Interim Syrian President Ahmad al-Sharaa at a meeting with local officials in Tartous, Feb. 16, 2025. (Credit: AFP/Syrian Presidency)
Syrian interim President Ahmad al-Sharaa visited Latakia and Tartus on Sunday, his office said, marking his first official trip to the coastal provinces, which were once strongholds of ousted ruler Bashar al-Assad.
Sharaa met with "dignitaries and notables" during his visit, the Syrian presidency said on Telegram.
His office published images of Sharaa meeting with dozens of people, some of whom appeared to be religious figures, in the provincial capitals.
Earlier Sunday, Latakia province’s official Telegram channel posted footage showing thousands of people gathered in the city, some taking photos as Sharaa’s convoy passed through.
Sharaa’s Islamist group, Hay’at Tahrir al-Sham, led the rebel offensive that toppled Assad in December, and he was appointed interim president last month.
Assad’s hometown is in Latakia, which, along with neighboring Tartus, is home to a large number of Alawites, a branch of Shiite Islam to which Assad’s family belonged.
Bashar al-Assad had presented himself as a protector of minorities in multiethnic, multiconfessional Syria but largely concentrated power in the hands of his fellow Alawites.
Latakia and Tartus also host Russia’s only two military bases outside the former Soviet Union.
According to the Syrian Observatory for Human Rights, violence erupted in Latakia after Assad’s fall but has since eased, though occasional attacks on checkpoints still occur.
State news agency SANA, citing the Interior Ministry, said Sunday that a security patrol had been attacked in the province, wounding two patrol members and killing a woman.
Latakia has also seen reprisals against people perceived as linked to the former government, though such incidents have recently declined, the Britain-based Observatory said.
Security operations have previously been announced in the province to target "remnants" of the ousted government’s forces.
Observatory chief Rami Abdel Rahman said, "There are still thousands of officers from the former regime present in Latakia who haven’t settled their status" with the new authorities.
Sharaa’s visit could signal that "there is no possibility for the regime of Bashar al-Assad to operate in Latakia or on the Syrian coast," he told AFP.
Despite reassurances from Syria’s new authorities that minorities will be protected, members of the Alawite community, in particular, fear reprisals due to their sect’s link to the Assad clan.
Sharaa’s visit followed trips a day earlier to Idlib, the rebels’ former stronghold, and Aleppo.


TASK OBJECTIVE:
In the data below, find each line containing the string "titlebar" and return it.

AVAILABLE DATA:
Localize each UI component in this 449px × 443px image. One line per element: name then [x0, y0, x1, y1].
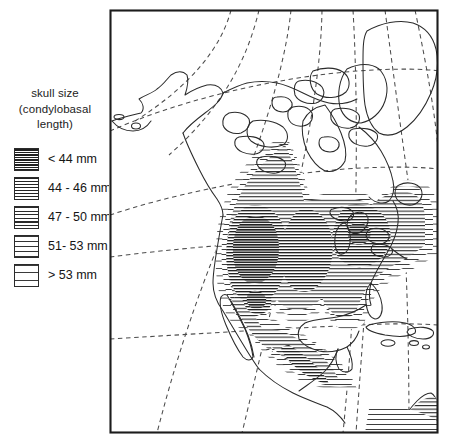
legend-item: 44 - 46 mm — [14, 174, 110, 203]
legend-item: > 53 mm — [14, 261, 110, 290]
legend-swatch-icon — [14, 235, 39, 258]
legend-item-label: 44 - 46 mm — [48, 181, 111, 195]
map-canvas — [109, 9, 439, 434]
legend-item-label: > 53 mm — [48, 268, 97, 282]
legend-swatch-icon — [14, 177, 39, 200]
legend-swatch-icon — [14, 264, 39, 287]
legend-title-line-2: (condylobasal — [2, 102, 108, 118]
legend-item-label: 47 - 50 mm — [48, 210, 111, 224]
legend-swatch-icon — [14, 206, 39, 229]
map-panel — [109, 9, 439, 434]
legend-swatch-icon — [14, 148, 39, 171]
map-legend: skull size (condylobasal length) < 44 mm… — [0, 86, 110, 290]
legend-item: 51- 53 mm — [14, 232, 110, 261]
legend-title: skull size (condylobasal length) — [0, 86, 110, 133]
legend-item: 47 - 50 mm — [14, 203, 110, 232]
legend-item-label: 51- 53 mm — [48, 239, 108, 253]
distribution-map-figure: skull size (condylobasal length) < 44 mm… — [0, 0, 449, 443]
legend-item: < 44 mm — [14, 145, 110, 174]
legend-item-label: < 44 mm — [48, 152, 97, 166]
legend-title-line-1: skull size — [2, 86, 108, 102]
legend-entry-list: < 44 mm 44 - 46 mm 47 - 50 mm 51- 53 mm … — [0, 145, 110, 290]
legend-title-line-3: length) — [2, 117, 108, 133]
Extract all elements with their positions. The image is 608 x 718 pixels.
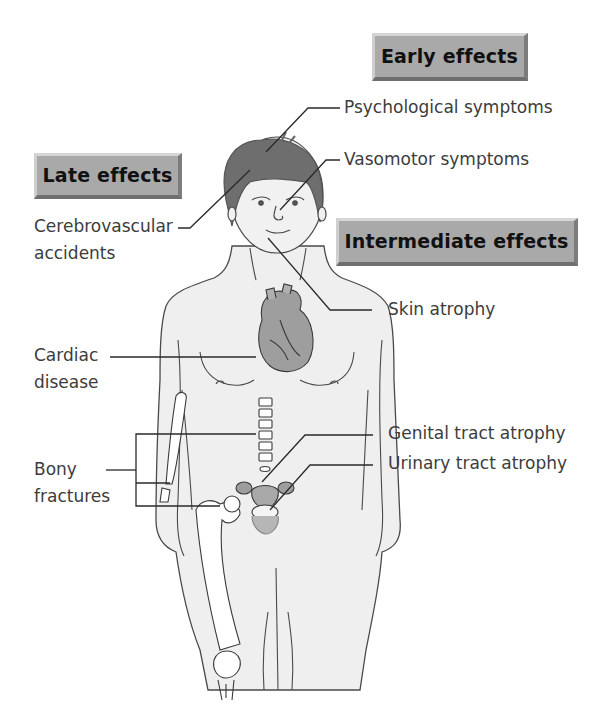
- cardiac-line2: disease: [34, 371, 99, 394]
- vasomotor-symptoms-label: Vasomotor symptoms: [344, 148, 529, 171]
- cardiac-line1: Cardiac: [34, 344, 99, 367]
- menopause-effects-diagram: Early effects Late effects Intermediate …: [0, 0, 608, 718]
- early-effects-badge: Early effects: [372, 33, 528, 81]
- skin-atrophy-label: Skin atrophy: [388, 298, 495, 321]
- early-effects-label: Early effects: [381, 47, 518, 66]
- urinary-tract-atrophy-label: Urinary tract atrophy: [388, 452, 567, 475]
- psychological-symptoms-label: Psychological symptoms: [344, 96, 553, 119]
- cerebrovascular-line2: accidents: [34, 242, 173, 265]
- cerebrovascular-label: Cerebrovascular accidents: [34, 215, 173, 265]
- late-effects-label: Late effects: [43, 166, 173, 185]
- cerebrovascular-line1: Cerebrovascular: [34, 215, 173, 238]
- bony-line2: fractures: [34, 485, 110, 508]
- spine-vertebrae: [259, 398, 272, 472]
- intermediate-effects-label: Intermediate effects: [344, 232, 568, 251]
- bony-fractures-label: Bony fractures: [34, 458, 110, 508]
- genital-tract-atrophy-label: Genital tract atrophy: [388, 422, 566, 445]
- head: [224, 132, 326, 253]
- cardiac-disease-label: Cardiac disease: [34, 344, 99, 394]
- intermediate-effects-badge: Intermediate effects: [336, 218, 578, 266]
- late-effects-badge: Late effects: [34, 153, 182, 199]
- bony-line1: Bony: [34, 458, 110, 481]
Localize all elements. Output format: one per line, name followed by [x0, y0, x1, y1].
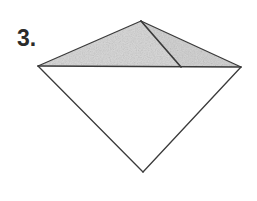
- problem-number-label: 3.: [17, 26, 36, 50]
- geometry-diagram: [0, 0, 257, 201]
- figure-canvas: 3.: [0, 0, 257, 201]
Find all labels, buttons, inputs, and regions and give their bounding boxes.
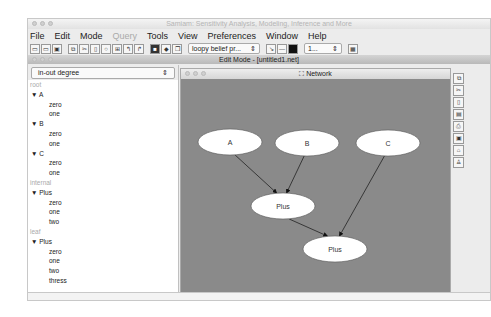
- samiam-window: Samiam: Sensitivity Analysis, Modeling, …: [27, 18, 491, 301]
- tree-value[interactable]: one: [28, 256, 178, 266]
- edge-A-P1[interactable]: [235, 155, 277, 193]
- menu-tools[interactable]: Tools: [147, 31, 168, 41]
- query-mode-icon[interactable]: ■: [150, 44, 160, 54]
- menu-bar: File Edit Mode Query Tools View Preferen…: [28, 29, 490, 42]
- tree-value[interactable]: zero: [28, 158, 178, 168]
- title-bar: Samiam: Sensitivity Analysis, Modeling, …: [28, 19, 490, 29]
- network-window: ⛶ Network ABCPlusPlus: [180, 68, 451, 293]
- svg-text:C: C: [385, 140, 390, 147]
- network-node-B[interactable]: B: [275, 130, 339, 156]
- tree-category: root: [28, 80, 178, 90]
- tree-value[interactable]: one: [28, 207, 178, 217]
- ruler-icon[interactable]: ―: [277, 44, 287, 54]
- tree-category: leaf: [28, 227, 178, 237]
- menu-query[interactable]: Query: [113, 31, 138, 41]
- menu-preferences[interactable]: Preferences: [207, 31, 256, 41]
- toolbar: ▭ ▭ ▣ ⧉ ✂ ▯ ○ ⊞ ↰ ↱ ■ ◆ ❐ loopy belief p…: [28, 42, 490, 55]
- menu-view[interactable]: View: [178, 31, 197, 41]
- save-icon[interactable]: ▣: [453, 133, 464, 144]
- tree-category: internal: [28, 178, 178, 188]
- network-node-A[interactable]: A: [198, 129, 262, 155]
- network-node-P1[interactable]: Plus: [251, 193, 315, 219]
- svg-text:A: A: [228, 139, 233, 146]
- cut-icon[interactable]: ✂: [79, 44, 89, 54]
- new-file-icon[interactable]: ▭: [30, 44, 40, 54]
- grid-icon[interactable]: ⊞: [112, 44, 122, 54]
- tree-value[interactable]: thress: [28, 276, 178, 286]
- svg-text:B: B: [305, 140, 310, 147]
- tree-node[interactable]: ▼ C: [28, 149, 178, 159]
- tree-value[interactable]: one: [28, 109, 178, 119]
- open-file-icon[interactable]: ▭: [41, 44, 51, 54]
- cut-icon[interactable]: ✂: [453, 85, 464, 96]
- undo-icon[interactable]: ↰: [123, 44, 133, 54]
- network-titlebar: ⛶ Network: [181, 69, 450, 79]
- svg-text:Plus: Plus: [276, 203, 290, 210]
- tree-value[interactable]: one: [28, 139, 178, 149]
- edge-B-P1[interactable]: [287, 156, 305, 193]
- tree-value[interactable]: two: [28, 217, 178, 227]
- tree-value[interactable]: zero: [28, 247, 178, 257]
- svg-text:Plus: Plus: [328, 246, 342, 253]
- edge-P1-P2[interactable]: [289, 219, 327, 236]
- edit-mode-titlebar: Edit Mode - [untitled1.net]: [28, 55, 490, 64]
- edge-C-P2[interactable]: [339, 156, 384, 236]
- tree-value[interactable]: two: [28, 266, 178, 276]
- tree-node[interactable]: ▼ Plus: [28, 188, 178, 198]
- table-icon[interactable]: ▤: [453, 109, 464, 120]
- menu-window[interactable]: Window: [266, 31, 298, 41]
- menu-file[interactable]: File: [30, 31, 45, 41]
- evidence-icon[interactable]: ◆: [161, 44, 171, 54]
- network-node-P2[interactable]: Plus: [303, 236, 367, 262]
- tree-node[interactable]: ▼ A: [28, 90, 178, 100]
- monitor-icon[interactable]: [288, 44, 298, 54]
- network-node-C[interactable]: C: [356, 130, 420, 156]
- algorithm-select[interactable]: loopy belief pr...⇕: [188, 43, 260, 54]
- status-bar: [28, 292, 490, 300]
- paste-icon[interactable]: ▯: [90, 44, 100, 54]
- lock-icon[interactable]: ⌂: [453, 145, 464, 156]
- circle-icon[interactable]: ○: [101, 44, 111, 54]
- sort-dropdown[interactable]: in-out degree⇕: [31, 67, 175, 79]
- tree-value[interactable]: zero: [28, 129, 178, 139]
- printer-icon[interactable]: ⎙: [453, 121, 464, 132]
- copy-icon[interactable]: ⧉: [453, 73, 464, 84]
- copy-icon[interactable]: ⧉: [68, 44, 78, 54]
- tree-node[interactable]: ▼ B: [28, 119, 178, 129]
- tree-value[interactable]: zero: [28, 198, 178, 208]
- window-icon[interactable]: ❐: [172, 44, 182, 54]
- tree-node[interactable]: ▼ Plus: [28, 237, 178, 247]
- tree-value[interactable]: zero: [28, 100, 178, 110]
- side-toolbar: ⧉ ✂ ▯ ▤ ⎙ ▣ ⌂ ♙: [453, 73, 465, 168]
- node-list-panel: in-out degree⇕ root▼ Azeroone▼ Bzeroone▼…: [28, 65, 179, 295]
- save-file-icon[interactable]: ▣: [52, 44, 62, 54]
- tree-value[interactable]: one: [28, 168, 178, 178]
- network-graph[interactable]: ABCPlusPlus: [181, 79, 450, 292]
- menu-help[interactable]: Help: [308, 31, 327, 41]
- menu-edit[interactable]: Edit: [55, 31, 71, 41]
- window-title: Samiam: Sensitivity Analysis, Modeling, …: [28, 19, 490, 29]
- redo-icon[interactable]: ↱: [134, 44, 144, 54]
- node-tree: root▼ Azeroone▼ Bzeroone▼ Czerooneintern…: [28, 80, 178, 286]
- menu-mode[interactable]: Mode: [80, 31, 103, 41]
- zoom-select[interactable]: 1...⇕: [304, 43, 342, 54]
- paste-icon[interactable]: ▯: [453, 97, 464, 108]
- panel-icon[interactable]: ▦: [348, 44, 358, 54]
- network-canvas[interactable]: ABCPlusPlus: [181, 79, 450, 292]
- user-icon[interactable]: ♙: [453, 157, 464, 168]
- edge-tool-icon[interactable]: ↘: [266, 44, 276, 54]
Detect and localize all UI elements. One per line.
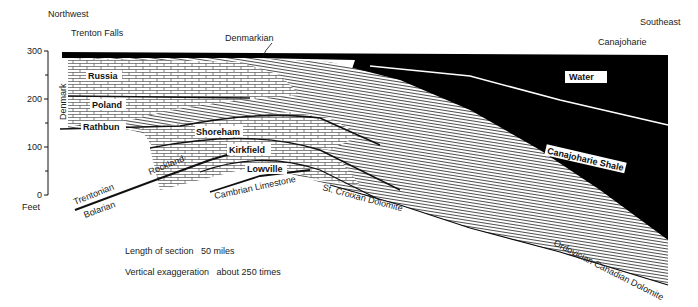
length-note: Length of section 50 miles — [120, 236, 235, 256]
exaggeration-label: Vertical exaggeration — [125, 267, 209, 277]
label-denmark: Denmark — [58, 83, 68, 120]
label-russia: Russia — [88, 71, 119, 81]
label-shoreham: Shoreham — [196, 127, 240, 137]
exaggeration-note: Vertical exaggeration about 250 times — [120, 257, 281, 277]
label-kirkfield: Kirkfield — [229, 145, 265, 155]
direction-northwest: Northwest — [48, 9, 89, 19]
label-water: Water — [569, 72, 594, 82]
direction-southeast: Southeast — [640, 17, 681, 27]
label-rathbun: Rathbun — [83, 122, 120, 132]
y-axis: 300 200 100 0 Feet — [22, 46, 48, 212]
length-value: 50 miles — [201, 246, 235, 256]
tick-0: 0 — [37, 190, 42, 200]
exaggeration-value: about 250 times — [217, 267, 281, 277]
cross-section-diagram: Northwest Trenton Falls Southeast Canajo… — [0, 0, 698, 307]
tick-300: 300 — [27, 46, 42, 56]
location-canajoharie: Canajoharie — [598, 37, 647, 47]
label-bolarian: Bolarian — [82, 199, 116, 220]
label-poland: Poland — [92, 100, 122, 110]
length-label: Length of section — [125, 246, 194, 256]
tick-200: 200 — [27, 94, 42, 104]
label-denmarkian: Denmarkian — [225, 33, 274, 43]
axis-unit-feet: Feet — [22, 202, 41, 212]
label-lowville: Lowville — [247, 164, 283, 174]
location-trenton-falls: Trenton Falls — [71, 28, 124, 38]
tick-100: 100 — [27, 142, 42, 152]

ANSWER TO THIS PROBLEM:
- network-titlebar: ⛶ Network: [181, 69, 450, 79]
- edit-mode-titlebar: Edit Mode - [untitled1.net]: [28, 55, 490, 64]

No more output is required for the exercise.